I make choices in the work I do which can model for students what is possible. The goal is to make work that sits at a high level and that other people can be inspired to emulate. I feel the pressure and the honor of being a role model because I’m a teacher and I think that makes me better out in the world. The action of doing work that really speaks to you is modeling something for young people who are being raised in a culture that is aspirational. The way to achieve success is to do things that you’re passionate about. Making professional work keeps me aware of the environment that I’m sending students out into – what’s expected of them and what will set them apart.

 

What sets the PATP program apart from other acting MFAs?

The fact that we are located on the west coast and have an active working faculty is very unique. The strength of our faculty is a potent thing. We believe in traditional approaches combined with more contemporary approaches. We’ve added television and film to our third year. We’ve added business classes to help students to think about their work in an entrepreneurial way. We’re not interested in making a “UW” kind of actor. We’re very interested in finding out who our students are artistically and how we can best assist them in reaching their full potential according to their own vision.

 

The vibrancy of the Seattle theatre community – from really small companies to Broadway touring houses – is a unique environment in which to train students. I don’t know of another program that has the variety of theatre spaces in which to perform. Our students here act and direct all the time. In a lot of programs, the entire first year students don’t do work for the public. That’s not true here.

 

If there’s not a “UW” actor, what kind of actor comes out of the program?

I like to think that we put actors out into the world who are a little bit idiosyncratic, pretty muscular, pretty brave, and fully capable – skilled.

 

What are the principles of the training that get them to embody those adjectives?

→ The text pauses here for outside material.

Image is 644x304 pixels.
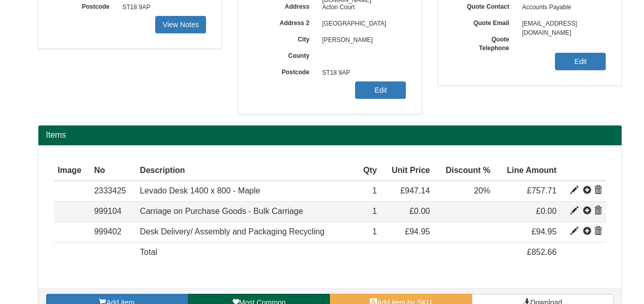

It’s the well-roundedness of our training. We do work in the traditional, Stanislavski-based approach; doing inside-out work. Then we do Suzuki and Viewpoints training, which is outside-in work. We work on the physical instrument of the actor, both through the physical conditioning of the training, as well as Alexander Technique, Voice, and Speech.

 

I want our actors and our directors to be ready for the world, and all the training is configured to get them there. We require that they do generative work so that they develop the skills to know that they can make work rather than wait for work to come to them. Our goal is for everybody to be working. And I don’t say “work” in the sense that they’ll get the T.V. show or movie or theatre role, but that our students are going to be able to make art – to express themselves artistically – for the rest of their lives. I don’t have a limit on what it is I think they can do in terms of their work.

 

What are your goals for the program?

The ultimate goal of all the training is to have the fundamental skills needed to do any work, to understand how stories function, and to understand how to be in relationships within a collaborative process. Our students learn how to foster their own creativity. They learn how to be brave enough to put their voice out in the world and accept the consequences of having spoken. The empowered creative voice is a fundamental element of human happiness.

 

The performance faculty really believes in the whole being greater than the sum of its parts and we want that for our students. We work to help develop smart, entrepreneurial, talented, hard-working, collaborative, creative leaders. Because we do that on a consistent basis, I want the UW to be recognized as a one of the centers of excellence in training in the country.

 

I would like our students, faculty, alumni, and perspective students to really understand us as a community and to feel a part of a community. I would like to have directors, designers, and actors from the 73 years of the program to feel more connected. I believe theatre is a connecting agent and I would love for our program – both through its successes and its strong presence – to be a beacon that calls people back home on a regular basis.